This moment is a once in a generation opportunity to reset children’s social care. What we need is a system that provides intensive help to families in crisis, acts decisively in response to abuse, unlocks the potential of wider family networks to raise children, puts lifelong loving relationships at the heart of the care system and lays the foundations for a good life for those who have been in care. What we have currently is a system increasingly skewed to crisis intervention, with outcomes for children that continue to be unacceptably poor and costs that continue to rise. For these reasons, a radical reset is now unavoidable.
Achieving this reset starts with recognising that it is loving relationships that hold the solutions for children and families overcoming adversity. While relationships are rich and organic, children’s social care can be rigid and linear. Rather than drawing on and supporting family and community, the system too often tries to replace organic bonds and relationships with professionals and services.
Without a dramatic whole system reset, outcomes for children and families will remain stubbornly poor and by this time next decade there will be approaching 100,000 children in care (up from 80,000 today) and a flawed system will cost over £15 billion per year (up from £10 billion now).¹ Together, the changes we recommend will shift these trends and would mean 30,000 more children living safely and thriving with their families by 2032 compared to the current trajectory.
¹. These costs approximate children’s social care spend by local authorities. There is no agreed definition of children’s social care spend, but the aggregate presented here includes all those children and young people's services lines from the Section 251 return except: 3.4.5 Universal family support, 3.5.1 Universal services for young people, 3.0.1 Spend on individual Sure Start Children's Centres, 3.0.2 Spend for services delivered through Sure Start Children's Centres, 3.0.3 Spend on management costs relating to Sure Start Children's Centres, 3.0.4 Other spend on children under 5, and 3.6.1 Youth justice.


Problem description: Word for word, repeat each of the records below.

Stored records:
-*-*-
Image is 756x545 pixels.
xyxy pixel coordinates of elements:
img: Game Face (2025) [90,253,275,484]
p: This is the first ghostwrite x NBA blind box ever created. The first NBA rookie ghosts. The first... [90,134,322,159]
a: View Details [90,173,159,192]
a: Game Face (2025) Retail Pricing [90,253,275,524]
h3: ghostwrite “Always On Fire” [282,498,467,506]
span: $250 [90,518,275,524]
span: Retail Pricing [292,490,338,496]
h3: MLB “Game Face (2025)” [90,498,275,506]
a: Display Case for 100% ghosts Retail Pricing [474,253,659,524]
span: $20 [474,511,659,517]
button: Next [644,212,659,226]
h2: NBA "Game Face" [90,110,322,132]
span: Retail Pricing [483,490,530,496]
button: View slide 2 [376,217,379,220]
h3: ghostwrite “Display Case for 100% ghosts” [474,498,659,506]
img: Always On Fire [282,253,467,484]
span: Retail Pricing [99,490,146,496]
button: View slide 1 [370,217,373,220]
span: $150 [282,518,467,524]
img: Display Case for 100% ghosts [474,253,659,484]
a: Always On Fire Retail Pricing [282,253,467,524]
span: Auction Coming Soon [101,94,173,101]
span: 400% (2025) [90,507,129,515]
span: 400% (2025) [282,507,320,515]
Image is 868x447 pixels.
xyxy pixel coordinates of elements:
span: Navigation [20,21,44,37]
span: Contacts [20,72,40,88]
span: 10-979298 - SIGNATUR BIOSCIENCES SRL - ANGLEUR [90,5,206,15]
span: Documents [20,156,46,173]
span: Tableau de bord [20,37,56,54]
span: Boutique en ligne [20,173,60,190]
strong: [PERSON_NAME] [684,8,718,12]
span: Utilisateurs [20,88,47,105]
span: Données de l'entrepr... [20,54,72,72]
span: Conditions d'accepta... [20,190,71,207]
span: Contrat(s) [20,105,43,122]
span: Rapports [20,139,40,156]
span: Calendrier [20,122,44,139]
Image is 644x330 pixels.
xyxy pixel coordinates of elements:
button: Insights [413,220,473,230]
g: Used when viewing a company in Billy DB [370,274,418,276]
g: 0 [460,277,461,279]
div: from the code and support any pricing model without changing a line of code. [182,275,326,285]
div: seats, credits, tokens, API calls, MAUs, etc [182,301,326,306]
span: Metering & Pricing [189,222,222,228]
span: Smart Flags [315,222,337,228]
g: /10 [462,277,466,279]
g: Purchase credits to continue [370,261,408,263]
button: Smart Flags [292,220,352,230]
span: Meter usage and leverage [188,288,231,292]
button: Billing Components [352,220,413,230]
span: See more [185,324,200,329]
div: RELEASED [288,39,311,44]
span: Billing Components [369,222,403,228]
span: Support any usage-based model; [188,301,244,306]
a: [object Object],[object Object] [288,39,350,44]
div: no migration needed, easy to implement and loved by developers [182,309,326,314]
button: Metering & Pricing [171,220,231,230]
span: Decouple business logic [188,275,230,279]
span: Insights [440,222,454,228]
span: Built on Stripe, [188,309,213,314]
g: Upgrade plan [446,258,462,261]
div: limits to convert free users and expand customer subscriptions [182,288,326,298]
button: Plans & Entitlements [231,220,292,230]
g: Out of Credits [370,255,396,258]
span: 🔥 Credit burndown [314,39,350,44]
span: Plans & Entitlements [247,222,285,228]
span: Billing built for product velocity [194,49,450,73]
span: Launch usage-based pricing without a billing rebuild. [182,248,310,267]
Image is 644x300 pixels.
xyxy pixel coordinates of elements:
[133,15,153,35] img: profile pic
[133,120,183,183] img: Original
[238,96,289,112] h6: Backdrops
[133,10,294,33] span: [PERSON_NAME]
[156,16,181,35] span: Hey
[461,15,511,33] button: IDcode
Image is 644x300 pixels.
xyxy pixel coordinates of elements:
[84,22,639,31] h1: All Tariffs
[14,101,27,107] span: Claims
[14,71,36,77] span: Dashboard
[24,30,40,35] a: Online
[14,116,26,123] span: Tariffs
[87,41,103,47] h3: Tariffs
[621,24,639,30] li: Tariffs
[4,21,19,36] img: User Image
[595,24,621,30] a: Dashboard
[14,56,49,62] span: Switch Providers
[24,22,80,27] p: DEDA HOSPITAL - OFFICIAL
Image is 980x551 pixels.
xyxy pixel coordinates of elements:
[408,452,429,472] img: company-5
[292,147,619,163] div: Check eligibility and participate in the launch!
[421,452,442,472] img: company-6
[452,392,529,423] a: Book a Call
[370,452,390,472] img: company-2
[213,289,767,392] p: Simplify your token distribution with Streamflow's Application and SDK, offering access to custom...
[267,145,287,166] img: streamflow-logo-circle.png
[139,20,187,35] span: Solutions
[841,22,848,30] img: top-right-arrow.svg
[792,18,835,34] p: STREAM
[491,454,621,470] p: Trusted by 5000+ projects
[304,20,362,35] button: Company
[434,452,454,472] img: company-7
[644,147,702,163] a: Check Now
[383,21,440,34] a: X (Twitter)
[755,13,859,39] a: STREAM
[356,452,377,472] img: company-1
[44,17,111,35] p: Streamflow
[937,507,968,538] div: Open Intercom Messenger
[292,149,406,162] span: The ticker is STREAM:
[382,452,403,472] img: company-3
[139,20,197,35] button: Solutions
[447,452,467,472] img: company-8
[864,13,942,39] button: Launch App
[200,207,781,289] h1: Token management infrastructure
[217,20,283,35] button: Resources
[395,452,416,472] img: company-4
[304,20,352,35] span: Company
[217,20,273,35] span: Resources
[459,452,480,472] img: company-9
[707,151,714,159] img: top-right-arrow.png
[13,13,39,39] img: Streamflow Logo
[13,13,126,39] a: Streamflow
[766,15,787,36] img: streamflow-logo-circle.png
-*-*-
Problem solution:
Image is 756x545 pixels.
xyxy pixel coordinates of elements:
img: Game Face (2025) [90,253,275,484]
p: This is the first ghostwrite x NBA blind box ever created. The first NBA rookie ghosts. The first... [90,134,322,159]
a: View Details [90,173,159,192]
a: Game Face (2025) Retail Pricing [90,253,275,524]
h3: ghostwrite “Always On Fire” [282,498,467,506]
span: $250 [90,518,275,524]
span: Retail Pricing [292,490,338,496]
h3: MLB “Game Face (2025)” [90,498,275,506]
a: Display Case for 100% ghosts Retail Pricing [474,253,659,524]
span: $20 [474,511,659,517]
button: Next [644,212,659,226]
h2: NBA "Game Face" [90,110,322,132]
span: Retail Pricing [483,490,530,496]
button: View slide 2 [376,217,379,220]
h3: ghostwrite “Display Case for 100% ghosts” [474,498,659,506]
img: Always On Fire [282,253,467,484]
span: Retail Pricing [99,490,146,496]
button: View slide 1 [370,217,373,220]
span: $150 [282,518,467,524]
img: Display Case for 100% ghosts [474,253,659,484]
a: Always On Fire Retail Pricing [282,253,467,524]
span: Auction Coming Soon [101,94,173,101]
span: 400% (2025) [90,507,129,515]
span: 400% (2025) [282,507,320,515]
Image is 868x447 pixels.
xyxy pixel coordinates of elements:
span: Navigation [20,21,44,37]
span: Contacts [20,72,40,88]
span: 10-979298 - SIGNATUR BIOSCIENCES SRL - ANGLEUR [90,5,206,15]
span: Documents [20,156,46,173]
span: Tableau de bord [20,37,56,54]
span: Boutique en ligne [20,173,60,190]
strong: [PERSON_NAME] [684,8,718,12]
span: Utilisateurs [20,88,47,105]
span: Données de l'entrepr... [20,54,72,72]
span: Conditions d'accepta... [20,190,71,207]
span: Contrat(s) [20,105,43,122]
span: Rapports [20,139,40,156]
span: Calendrier [20,122,44,139]
Image is 644x330 pixels.
xyxy pixel coordinates of elements:
button: Insights [413,220,473,230]
g: Used when viewing a company in Billy DB [370,274,418,276]
g: 0 [460,277,461,279]
div: from the code and support any pricing model without changing a line of code. [182,275,326,285]
div: seats, credits, tokens, API calls, MAUs, etc [182,301,326,306]
span: Metering & Pricing [189,222,222,228]
span: Smart Flags [315,222,337,228]
g: /10 [462,277,466,279]
g: Purchase credits to continue [370,261,408,263]
button: Smart Flags [292,220,352,230]
span: Meter usage and leverage [188,288,231,292]
button: Billing Components [352,220,413,230]
span: See more [185,324,200,329]
div: RELEASED [288,39,311,44]
span: Billing Components [369,222,403,228]
span: Support any usage-based model; [188,301,244,306]
a: [object Object],[object Object] [288,39,350,44]
div: no migration needed, easy to implement and loved by developers [182,309,326,314]
button: Metering & Pricing [171,220,231,230]
span: Decouple business logic [188,275,230,279]
span: Insights [440,222,454,228]
span: Built on Stripe, [188,309,213,314]
g: Upgrade plan [446,258,462,261]
div: limits to convert free users and expand customer subscriptions [182,288,326,298]
button: Plans & Entitlements [231,220,292,230]
g: Out of Credits [370,255,396,258]
span: 🔥 Credit burndown [314,39,350,44]
span: Plans & Entitlements [247,222,285,228]
span: Billing built for product velocity [194,49,450,73]
span: Launch usage-based pricing without a billing rebuild. [182,248,310,267]
Image is 644x300 pixels.
xyxy pixel coordinates of elements:
[133,15,153,35] img: profile pic
[133,120,183,183] img: Original
[238,96,289,112] h6: Backdrops
[133,10,294,33] span: [PERSON_NAME]
[156,16,181,35] span: Hey
[461,15,511,33] button: IDcode
Image is 644x300 pixels.
xyxy pixel coordinates of elements:
[84,22,639,31] h1: All Tariffs
[14,101,27,107] span: Claims
[14,71,36,77] span: Dashboard
[24,30,40,35] a: Online
[14,116,26,123] span: Tariffs
[87,41,103,47] h3: Tariffs
[621,24,639,30] li: Tariffs
[4,21,19,36] img: User Image
[595,24,621,30] a: Dashboard
[14,56,49,62] span: Switch Providers
[24,22,80,27] p: DEDA HOSPITAL - OFFICIAL
Image is 980x551 pixels.
xyxy pixel coordinates of elements:
[408,452,429,472] img: company-5
[292,147,619,163] div: Check eligibility and participate in the launch!
[421,452,442,472] img: company-6
[452,392,529,423] a: Book a Call
[370,452,390,472] img: company-2
[213,289,767,392] p: Simplify your token distribution with Streamflow's Application and SDK, offering access to custom...
[267,145,287,166] img: streamflow-logo-circle.png
[139,20,187,35] span: Solutions
[841,22,848,30] img: top-right-arrow.svg
[792,18,835,34] p: STREAM
[491,454,621,470] p: Trusted by 5000+ projects
[304,20,362,35] button: Company
[434,452,454,472] img: company-7
[644,147,702,163] a: Check Now
[383,21,440,34] a: X (Twitter)
[755,13,859,39] a: STREAM
[356,452,377,472] img: company-1
[44,17,111,35] p: Streamflow
[937,507,968,538] div: Open Intercom Messenger
[292,149,406,162] span: The ticker is STREAM:
[382,452,403,472] img: company-3
[139,20,197,35] button: Solutions
[447,452,467,472] img: company-8
[864,13,942,39] button: Launch App
[200,207,781,289] h1: Token management infrastructure
[217,20,283,35] button: Resources
[395,452,416,472] img: company-4
[304,20,352,35] span: Company
[217,20,273,35] span: Resources
[459,452,480,472] img: company-9
[707,151,714,159] img: top-right-arrow.png
[13,13,39,39] img: Streamflow Logo
[13,13,126,39] a: Streamflow
[766,15,787,36] img: streamflow-logo-circle.png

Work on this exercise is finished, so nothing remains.